Reviewed by Rhea Cinna
Patrice Leconte is a director who has created some of the most charmingly honest, while not necessarily realistic films to grace the screen in the past decades. Even with such a track record, it would be difficult to expect a faultless film and yet, The Man on the Train is, very nearly, just that. The film is centered around two main characters, each vividly brought to life by two iconic, if very different figures of French entertainment. Jean Rochefort, a highly versatile veteran actor and long time collaborator of Leconte, plays Manesquier, a retired literature teacher living in a small town in France, who meets and offers a glass of water (and later lodgings) to Milan, a stranger who had just gotten off the train in his town, played by rock star Johnny Halliday.
The initial meeting of the two characters is casual and coincidental, but it so happens that they both find themselves in the waiting room of great events in their lives. Manesquier and Milan are as different as could be. One has a definite air of danger around him and the other is a sociable, talkative inhabitant of a quiet, monotonous little town. Even the music that marks Milan’s early appearances is reminiscent of Ennio Morriconne’s spaghetti western scores that accompanied lonesome wandering heroes. In some ways, Milan resembles Clint Eastwood’s character in Unforgiven, if only in their vague atmosphere and the fact they have both reached an age when gun-fighting isn’t a suitable occupation anymore.
Manesquier can’t escape the genteelness of his life — even when he tries picking a fight in a bistro, after some hesitating claims that starting a fight would mean starting a new life, he happens upon one of his former students, and the tension of the situation is dissolved into pleasant reminiscence.
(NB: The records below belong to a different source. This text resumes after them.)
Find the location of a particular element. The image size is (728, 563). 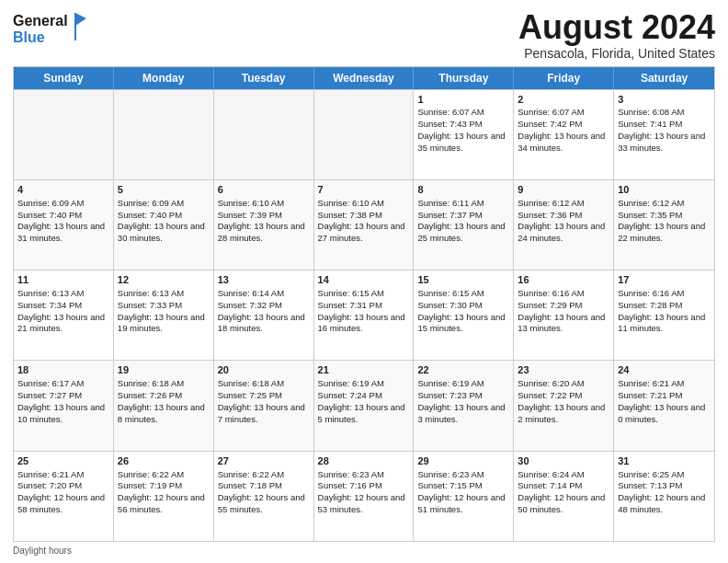

cal-cell-19: 19Sunrise: 6:18 AMSunset: 7:26 PMDayligh… is located at coordinates (164, 405).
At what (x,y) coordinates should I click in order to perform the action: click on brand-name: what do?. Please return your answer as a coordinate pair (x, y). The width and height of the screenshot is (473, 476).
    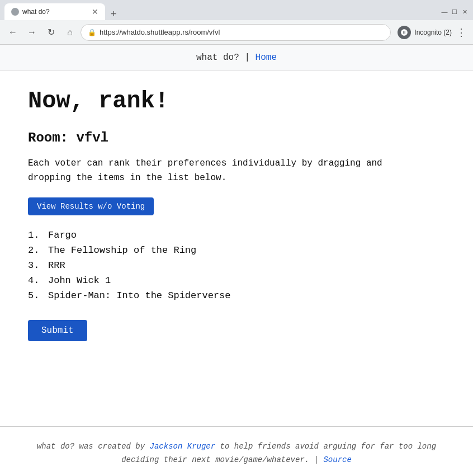
    Looking at the image, I should click on (218, 58).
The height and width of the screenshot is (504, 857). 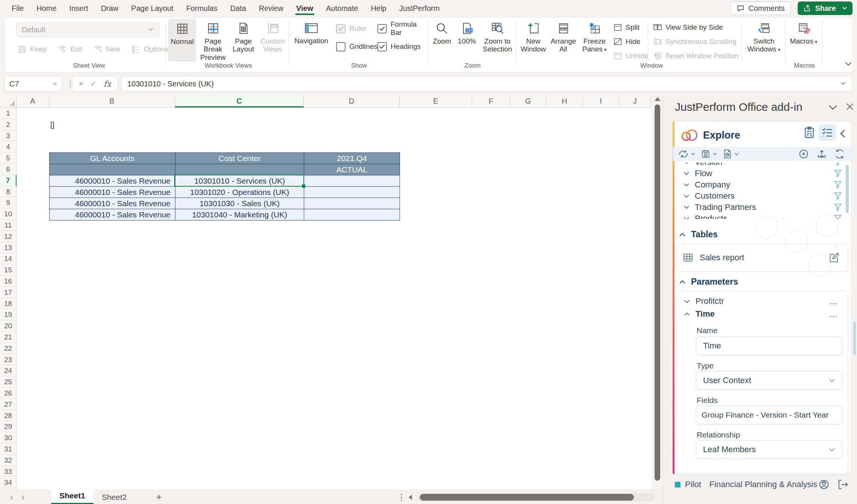 What do you see at coordinates (8, 349) in the screenshot?
I see `row-header-22: 22` at bounding box center [8, 349].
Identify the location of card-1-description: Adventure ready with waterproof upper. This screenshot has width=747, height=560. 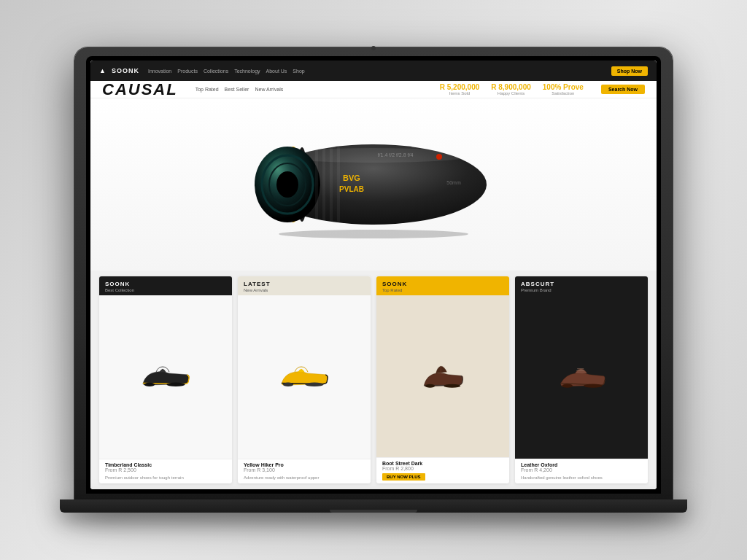
(282, 478).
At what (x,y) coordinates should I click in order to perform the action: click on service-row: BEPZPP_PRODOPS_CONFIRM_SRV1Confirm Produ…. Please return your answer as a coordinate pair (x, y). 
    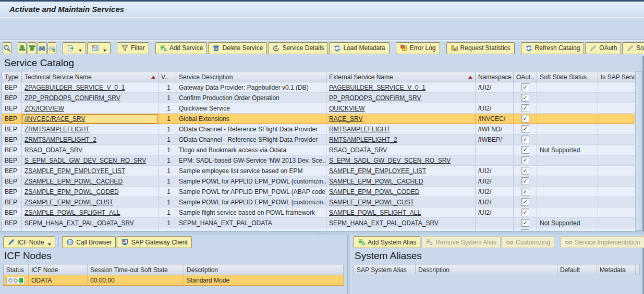
    Looking at the image, I should click on (319, 98).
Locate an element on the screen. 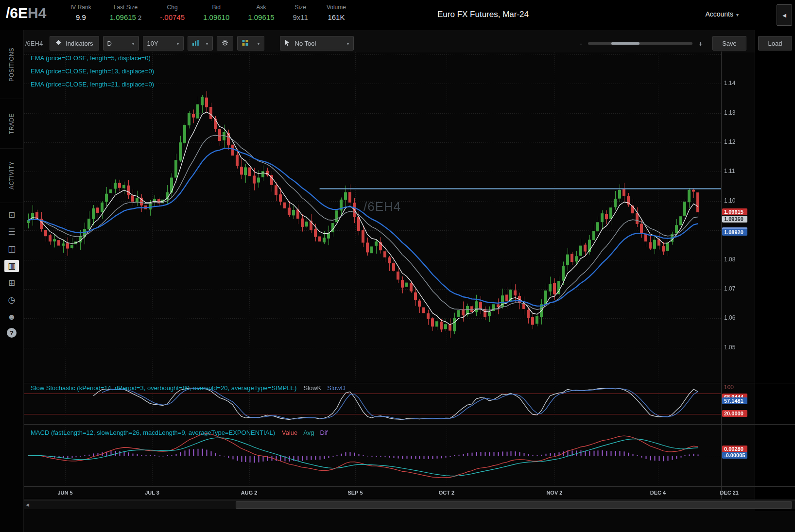 This screenshot has height=532, width=795. quote-field-label: Volume is located at coordinates (336, 7).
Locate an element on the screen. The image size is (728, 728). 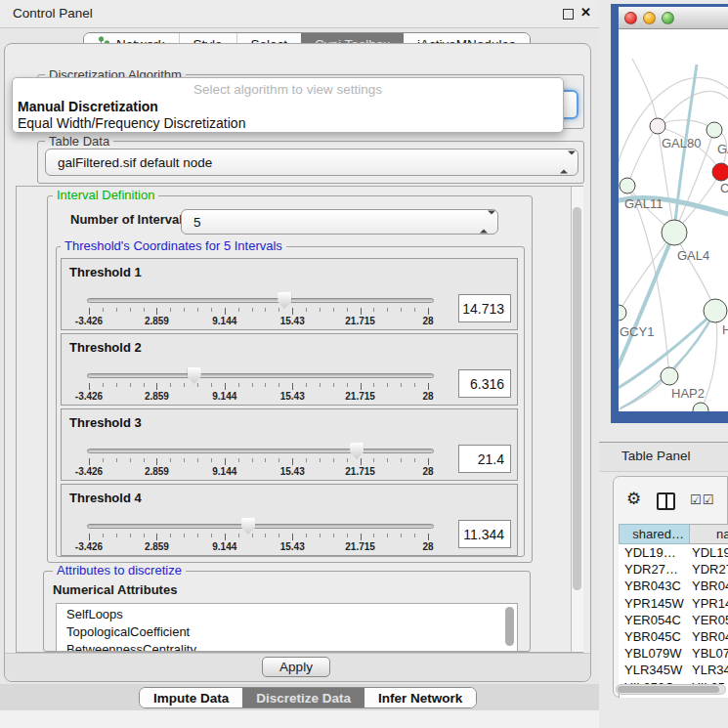
select-columns-icon: ☑☑ is located at coordinates (702, 500).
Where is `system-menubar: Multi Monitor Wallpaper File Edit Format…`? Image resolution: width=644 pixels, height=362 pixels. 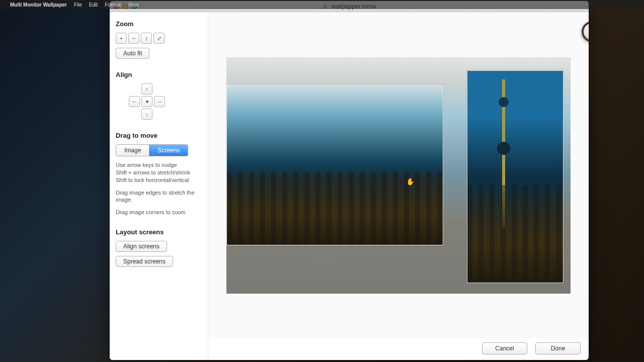
system-menubar: Multi Monitor Wallpaper File Edit Format… is located at coordinates (322, 5).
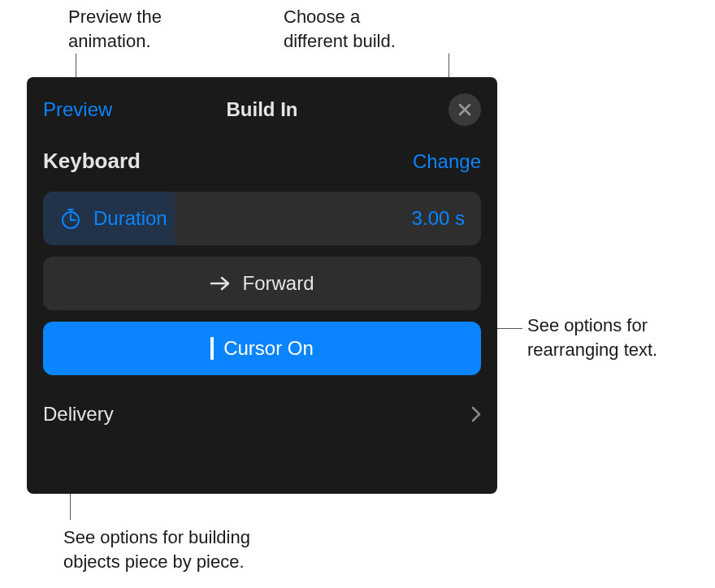  I want to click on delivery-row: Delivery, so click(262, 407).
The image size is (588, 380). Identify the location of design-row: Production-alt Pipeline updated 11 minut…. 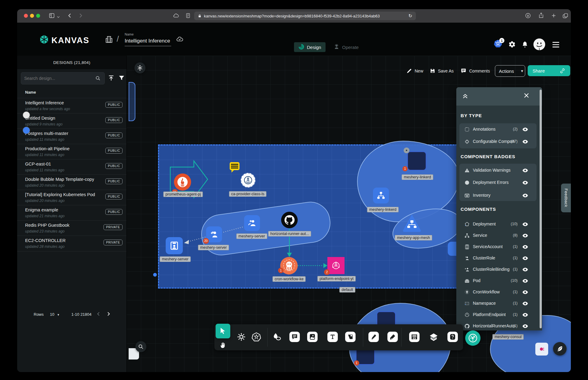
(72, 152).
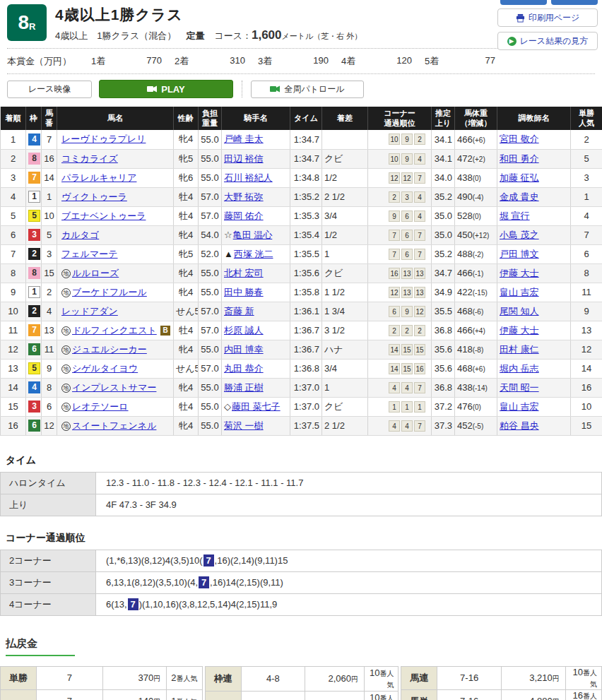 This screenshot has width=602, height=700. I want to click on trainer-link: 尾関 知人, so click(519, 311).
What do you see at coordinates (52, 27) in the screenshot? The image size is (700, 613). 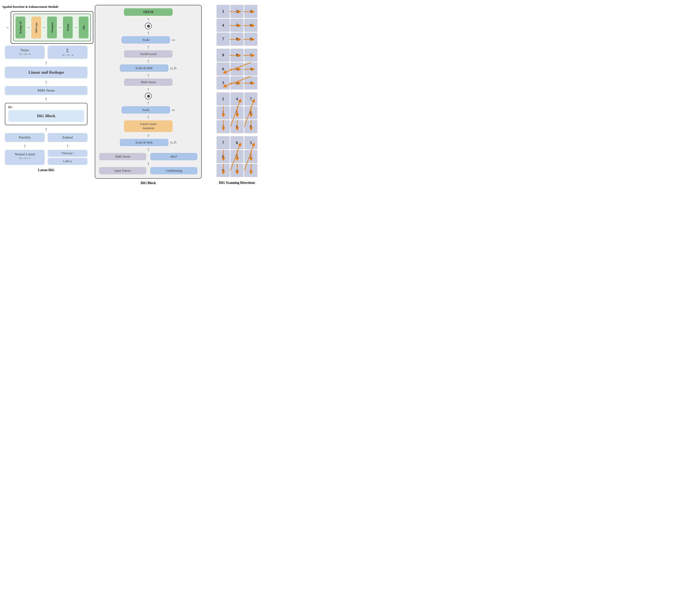 I see `srem-inner: Reshape 2D → DW Conv → Transpose → Flatt…` at bounding box center [52, 27].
The décor is adequately chosen to reflect the two characters — while Manesquier lives in a somewhat ruined bourgeois manor, lit softly and warmly by old lamps, the scenes depicting Milan’s interactions with his gang are photographed in a sharper, blue-hued light and take place in harsher settings.
With an assured and, at times, endearingly tongue-in-cheek direction and solid acting, the film would probably have succeeded even with a lesser screenplay. But it’s the well-paced, wittily dialogued script that transports the film to a higher level. Some might accuse the film of being self indulgent, and certainly, it does not shy from engaging its characters in existential musings, but it does so with the kind of aplomb reserved for films that rise well above the realm of petty melodrama.
Milan speaks very little, in typical quiet, mysterious guy manner, but it becomes obvious that little by little he learns to enjoy the mellow charm of Manesquier’s life and to appreciate his unlikely companion. With lines like: “apart from needlepoint, I have all the skills of a well groomed, early 20th century young womanâ€, spoken when Milan walks in as he’s playing the piano, it’s hard not to get caught up in Manesquier’s amusingly self-ironic antics.
Not that everything about the film is light-hearted fun. On the contrary, not deeply beneath the light-hearted entertainment of dialogues is a self-reflective nostalgia and a mixture of understanding of one’s life with the desire to break away from it into a tentative do-over. Neither character deceives themselves about their situations, knowing very well what they are facing but choosing to enjoy the brief experiment, and, for as much as possible, to carry on ignoring the events of the coming Saturday. Milan remarks, when trying on a pair of slippers: “I’ve been living the wrong lifeâ€, not long after Manesquier had tried on the leather jacket Milan had left behind in his room and acted the part of Wyatt Earp in the mirror. The bond the two forge over the course of the few days spent together consists of a mutual understanding and appreciation, as well as some well-meaning jealousy. Milan’s exchange with Manequier’s old mistress shows how protective he has become of him, whereas Manesquier’s repeated attempts to dissuade Milan from moving ahead with his plan feels as natural as it is touching.
The conclusion of the film, meaningful as it may be, is far less important than the getting there, or rather, the living with the being there already. The two separate as unceremoniously as they have met, after their lives intersected and even changed a little over the course of their meeting. The would-be hovers somewhere in the air as they both follow their pre-drawn paths.
Rhea Cinna is film critic for The Missing Slate.